25 May – 05 June 2026

 

In May–June 2026, the Integrated Action Approach team, Elena Batunova and Albina Davletshina, conducted a two-week fieldwork campaign in Gyumri, Armenia, examining everyday housing governance and residential resilience nearly four decades after the 1988 Spitak earthquake.

 

Building on previous field visits, the research focused on a diverse range of post-earthquake housing environments, including unfinished residential districts, temporary settlements that have evolved into permanent neighbourhoods, partially abandoned apartment buildings, and centrally located structures awaiting reconstruction or resettlement. Through interviews, site observations, and extensive visual documentation, the team explored how residents, housing managers, local experts, and community actors navigate long-term uncertainty and ongoing infrastructural deficiencies.

 

A central objective of this fieldwork was the further development of the project’s co-production approach. To this end, the team organised and facilitated three resident-based workshops that brought together households facing different housing challenges. These discussions created opportunities to exchange experiences, compare coping strategies, and reflect collectively on local priorities, future aspirations, and obstacles to improving living conditions. The workshops also provided valuable insights into how knowledge about housing problems and potential solutions is produced and shared within communities.

 

The fieldwork highlighted the diversity of housing trajectories that have emerged in Gyumri since the earthquake. While some residents have gradually improved their homes through long-term self-investment and adaptation, others continue to face severe structural deterioration, insecure tenure, inadequate infrastructure, and limited institutional support. Across these different contexts, residents have developed a wide range of practices to maintain housing, organise everyday life, and compensate for gaps in formal governance.

 

The findings reinforce one of the key observations of the project: housing resilience in post-disaster cities is not the outcome of a single recovery programme but rather the result of continuous interactions between residents, professionals, local organisations, inherited planning decisions, and changing socio-economic conditions. The collected material will contribute to the project’s ongoing comparative analysis of governance approaches and resilient sustainability in Soviet-era residential heritage across Armenia, Latvia, and Estonia.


EXERCISE PROMPT = In the records below, find the line containing "xyxy pixel coordinates" and return it together with every later line, exactly as written; pictures are to be omitted.

━━━━━ THE INPUT

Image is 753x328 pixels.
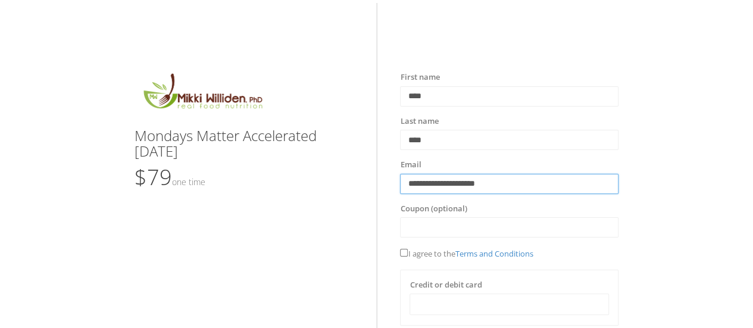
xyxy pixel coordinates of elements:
label: Last name [400,115,438,127]
a: Terms and Conditions [455,248,533,259]
label: Coupon (optional) [400,203,467,215]
img: MikkiLogoMain.png [134,71,270,116]
label: First name [400,71,439,83]
span: $79 [134,162,205,192]
span: I agree to the [400,248,533,259]
h3: Mondays Matter Accelerated [DATE] [134,128,353,159]
iframe: Secure card payment input frame [417,299,601,309]
small: One time [172,176,205,187]
label: Credit or debit card [409,279,481,291]
label: Email [400,159,421,171]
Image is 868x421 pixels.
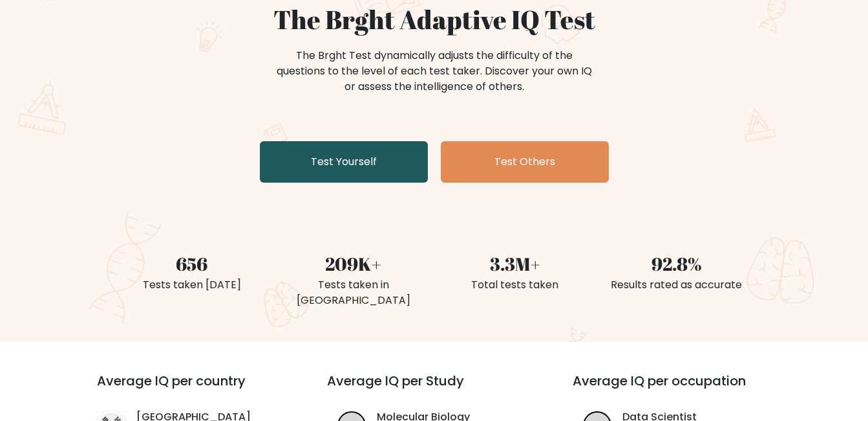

━━━━━━━━━━

FINAL ANSWER =
xyxy pixel coordinates of elements:
label: Last name [400,115,438,127]
a: Terms and Conditions [455,248,533,259]
label: Coupon (optional) [400,203,467,215]
img: MikkiLogoMain.png [134,71,270,116]
label: First name [400,71,439,83]
span: $79 [134,162,205,192]
span: I agree to the [400,248,533,259]
h3: Mondays Matter Accelerated [DATE] [134,128,353,159]
iframe: Secure card payment input frame [417,299,601,309]
small: One time [172,176,205,187]
label: Credit or debit card [409,279,481,291]
label: Email [400,159,421,171]
Image is 868x421 pixels.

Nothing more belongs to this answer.